Since the recipes are love, it is only fitting that they come from
all over the world, since our Lord loves people from each and every nation
around the world. We believe this so strongly that after a long midnight Paschal
service of joy, we return to St. Nicholas with tired but smiling faces the next
day and demonstrate this world-wide love. On that day, as many people as are
able to read the Gospel passage in a different language each stand at the front
and proclaim the good news. First English, then Arabic, then Greek, Russian,
Ukrainian, Italian, Spanish, Latin, Gaelic, French, Japanese, and so on. Do
some of those languages remind you of those spoken by opposite sides during a
military conflict? It’s true. Bitter hatred can cross international lines. So
can Love. As you peruse our cookbook, with recipes not only from the good
old South and Louisiana but also from Sweden, Greece, Lebanon, Russia, and many
more beautiful and diverse lands of God’s creation, we hope you can reflect on
the Love of God that flows over every nation.
It seems that God has always wanted His children to know His
love through physical material, not just invisible prayers. He actually walked
with Adam and Eve. He appeared to Moses in the burning bush and gave him
specific instructions about how to set up a temple so the people could
experience God through the sight of angel tapestries, the smell of incense and
candles, the sound of chanting, and the taste of holy bread. Another expression
of this physical, material Love is one we share with each other in a meal.

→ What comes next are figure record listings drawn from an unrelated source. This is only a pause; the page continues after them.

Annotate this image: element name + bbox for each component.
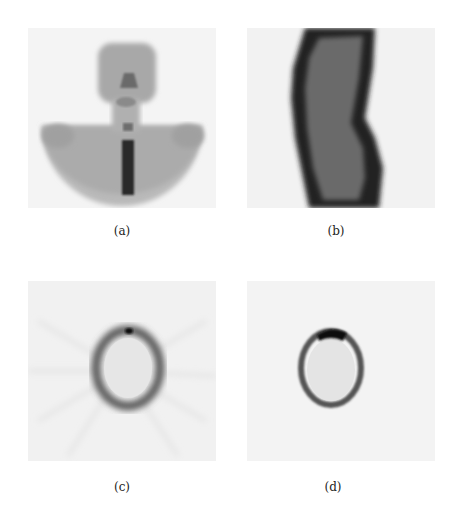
panel-b-image <box>247 28 435 208</box>
scan-d-graphic <box>247 281 435 461</box>
caption-c: (c) <box>92 480 152 494</box>
scan-a-graphic <box>28 28 216 208</box>
scan-c-graphic <box>28 281 216 461</box>
panel-c-image <box>28 281 216 461</box>
scan-b-graphic <box>247 28 435 208</box>
panel-a-image <box>28 28 216 208</box>
caption-b: (b) <box>306 224 366 238</box>
caption-d: (d) <box>303 480 363 494</box>
panel-d-image <box>247 281 435 461</box>
caption-a: (a) <box>92 224 152 238</box>
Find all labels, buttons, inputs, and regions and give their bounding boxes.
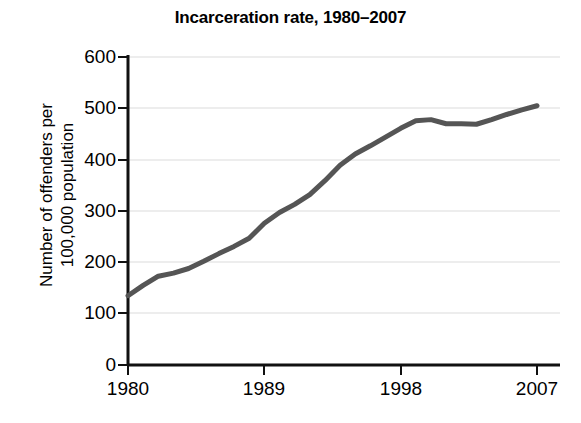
data-line-incarceration-rate <box>128 106 537 296</box>
chart-figure: Incarceration rate, 1980–2007 Number of … <box>0 0 581 423</box>
plot-area <box>0 0 581 423</box>
gridlines <box>128 57 560 313</box>
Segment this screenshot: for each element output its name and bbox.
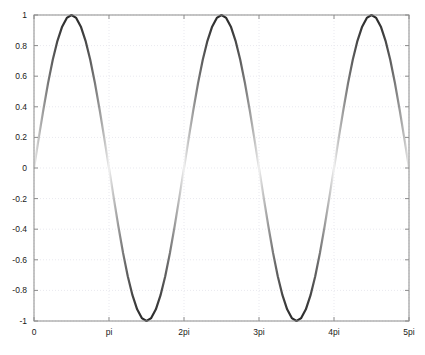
figure-container: 10.80.60.40.20-0.2-0.4-0.6-0.8-1 0pi2pi3… <box>0 0 425 355</box>
x-tick-label: 5pi <box>403 328 414 337</box>
y-tick-label: -0.4 <box>0 225 27 234</box>
x-tick-label: 0 <box>32 328 37 337</box>
x-tick-label: 2pi <box>178 328 189 337</box>
y-tick-label: -0.6 <box>0 256 27 265</box>
x-tick-label: 4pi <box>328 328 339 337</box>
x-tick-label: pi <box>106 328 113 337</box>
y-tick-label: -0.8 <box>0 286 27 295</box>
y-tick-label: 1 <box>0 11 27 20</box>
y-tick-label: 0.4 <box>0 103 27 112</box>
y-tick-label: -0.2 <box>0 194 27 203</box>
y-tick-label: -1 <box>0 317 27 326</box>
sine-wave-chart <box>0 0 425 355</box>
y-tick-label: 0.2 <box>0 133 27 142</box>
x-tick-label: 3pi <box>253 328 264 337</box>
y-tick-label: 0.8 <box>0 41 27 50</box>
y-tick-label: 0 <box>0 164 27 173</box>
y-tick-label: 0.6 <box>0 72 27 81</box>
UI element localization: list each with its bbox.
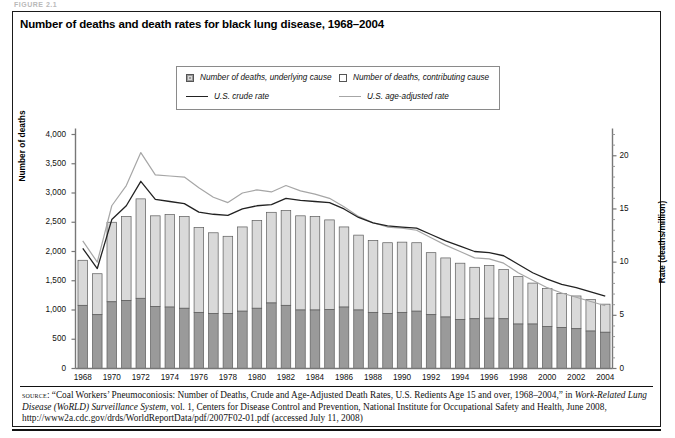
bar-group bbox=[151, 216, 161, 369]
bar-group bbox=[92, 274, 102, 369]
bar-group bbox=[484, 266, 494, 369]
bar-group bbox=[397, 242, 407, 368]
bar-group bbox=[368, 240, 378, 368]
bar-group bbox=[267, 212, 277, 368]
source-note: source: “Coal Workers’ Pneumoconiosis: N… bbox=[22, 390, 652, 425]
source-rule bbox=[20, 386, 653, 387]
source-prefix: source bbox=[22, 391, 47, 400]
bar-group bbox=[542, 288, 552, 368]
bar-group bbox=[78, 260, 88, 368]
bar-group bbox=[426, 253, 436, 369]
bar-group bbox=[600, 304, 610, 368]
y-axis-left-tick-label: 3,500 bbox=[26, 159, 66, 168]
y-axis-right-tick-label: 5 bbox=[620, 310, 650, 319]
y-axis-left-tick-label: 0 bbox=[26, 364, 66, 373]
y-axis-left-tick-label: 1,500 bbox=[26, 276, 66, 285]
bar-group bbox=[325, 220, 335, 369]
bar-group bbox=[383, 243, 393, 369]
bar-group bbox=[107, 222, 117, 368]
bar-group bbox=[281, 211, 291, 369]
bar-group bbox=[339, 227, 349, 369]
bar-group bbox=[470, 267, 480, 368]
bar-group bbox=[499, 270, 509, 369]
bar-group bbox=[252, 220, 262, 368]
y-axis-right-tick-label: 10 bbox=[620, 257, 650, 266]
bottom-rule bbox=[12, 429, 661, 431]
bar-group bbox=[223, 236, 233, 368]
y-axis-left-tick-label: 1,000 bbox=[26, 305, 66, 314]
bar-group bbox=[136, 199, 146, 369]
figure-root: FIGURE 2.1 Number of deaths and death ra… bbox=[0, 0, 675, 438]
bar-group bbox=[180, 216, 190, 368]
bar-group bbox=[310, 216, 320, 368]
y-axis-right-tick-label: 15 bbox=[620, 204, 650, 213]
bar-group bbox=[571, 296, 581, 369]
chart-plot-area: Number of deaths Rate (deaths/million) 0… bbox=[0, 0, 675, 438]
bar-group bbox=[557, 294, 567, 369]
bar-group bbox=[165, 215, 175, 369]
bar-group bbox=[528, 283, 538, 368]
bar-group bbox=[455, 263, 465, 368]
bar-group bbox=[513, 277, 523, 369]
bar-group bbox=[296, 216, 306, 369]
y-axis-left-tick-label: 4,000 bbox=[26, 130, 66, 139]
y-axis-left-tick-label: 500 bbox=[26, 334, 66, 343]
bar-group bbox=[441, 258, 451, 369]
y-axis-left-tick-label: 3,000 bbox=[26, 188, 66, 197]
y-axis-left-tick-label: 2,000 bbox=[26, 247, 66, 256]
y-axis-right-tick-label: 0 bbox=[620, 364, 650, 373]
bar-group bbox=[238, 227, 248, 369]
bar-group bbox=[122, 216, 132, 368]
bar-group bbox=[354, 235, 364, 368]
bar-group bbox=[194, 228, 204, 369]
bar-group bbox=[412, 243, 422, 369]
source-text-1: : “Coal Workers’ Pneumoconiosis: Number … bbox=[47, 390, 575, 400]
bar-group bbox=[209, 233, 219, 369]
y-axis-right-tick-label: 20 bbox=[620, 151, 650, 160]
bar-group bbox=[586, 299, 596, 368]
y-axis-left-tick-label: 2,500 bbox=[26, 217, 66, 226]
x-axis-tick-label: 2004 bbox=[588, 373, 622, 382]
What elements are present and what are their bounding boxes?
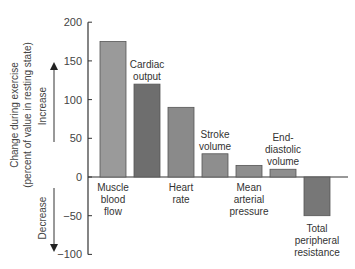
category-label: Heart [169, 182, 194, 193]
bar [270, 169, 296, 177]
category-label: resistance [294, 247, 340, 258]
decrease-label: Decrease [37, 196, 48, 239]
y-axis-label-line1: Change during exercise [9, 62, 20, 168]
bar [236, 165, 262, 177]
category-label: Stroke [201, 129, 230, 140]
category-label: peripheral [295, 235, 339, 246]
y-tick-label: 0 [76, 171, 82, 183]
y-tick-label: −100 [57, 248, 82, 260]
category-label: blood [101, 194, 125, 205]
category-label: Mean [236, 182, 261, 193]
category-label: output [133, 71, 161, 82]
category-label: rate [172, 194, 190, 205]
y-tick-label: 50 [70, 132, 82, 144]
bar [202, 154, 228, 177]
category-label: End- [272, 132, 293, 143]
y-tick-label: 100 [64, 94, 82, 106]
category-label: volume [199, 141, 232, 152]
bar [168, 107, 194, 177]
category-label: diastolic [265, 144, 301, 155]
bar [100, 42, 126, 177]
increase-label: Increase [37, 86, 48, 125]
category-label: Total [306, 223, 327, 234]
y-axis-label-line2: (percent of value in resting state) [22, 42, 33, 188]
arrow-up-icon [50, 62, 58, 70]
bar [304, 177, 330, 216]
y-tick-label: −50 [63, 210, 82, 222]
category-label: Cardiac [130, 59, 164, 70]
category-label: arterial [234, 194, 265, 205]
category-label: volume [267, 156, 300, 167]
category-label: pressure [230, 206, 269, 217]
bar [134, 84, 160, 177]
y-tick-label: 150 [64, 55, 82, 67]
y-tick-label: 200 [64, 16, 82, 28]
category-label: flow [104, 206, 123, 217]
bar-chart: 200150100500−50−100MusclebloodflowCardia… [0, 0, 355, 269]
category-label: Muscle [97, 182, 129, 193]
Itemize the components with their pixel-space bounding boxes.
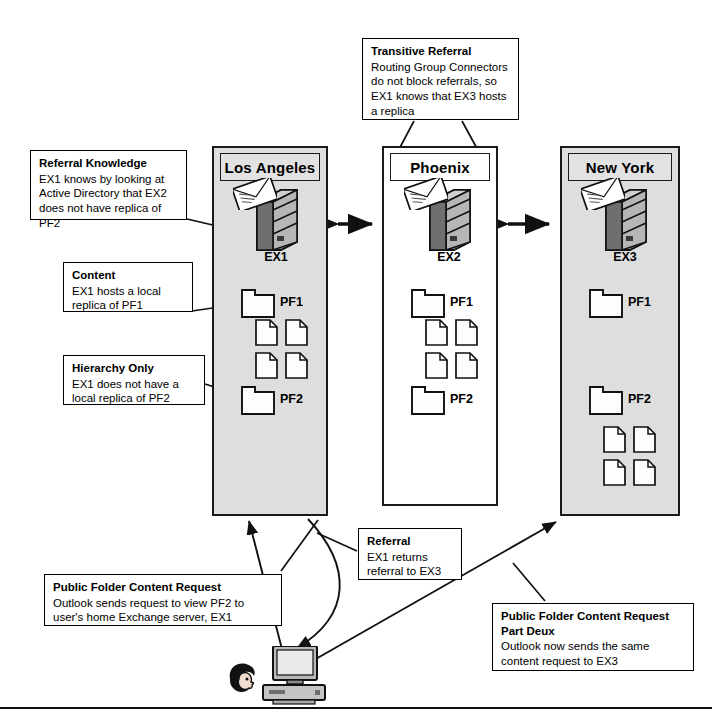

There is not a great divide between smelling the incense and smelling the
lovingly made cookies – Jesus made sure of that by ripping open the heavens and
coming down to earth as a physical, material man. A man who grilled fish with
his disciples. He didn’t ignore their physical needs; rather, He came to touch
their spirits and their bodies and make all things beautiful. And we get to be
co-workers with Him, when we make beautiful things in love.
May the recipes in this cookbook enable you to be a
co-creator with God, sharing love with the people around you.
May they be a
prayer list. We invite you to offer a prayer, “God bless your servant” for the
person who offered in love a recipe you are about to use. May your cooking
be a prayer for the ones you are feeding. Finally, may you, through this
co-creation with the God who created the universe, taste and see that He is
GOOD!
“O, taste and see that the LORD is
good! Blessed is the man who takes refuge in him!” (Psalm 34:8)
I do love the idea of being cocreators with God when we create something with love or something beautiful. 🙂
ReplyDeleteThanks, Mat Anna. I certainly feel loved when our special church friends feed us!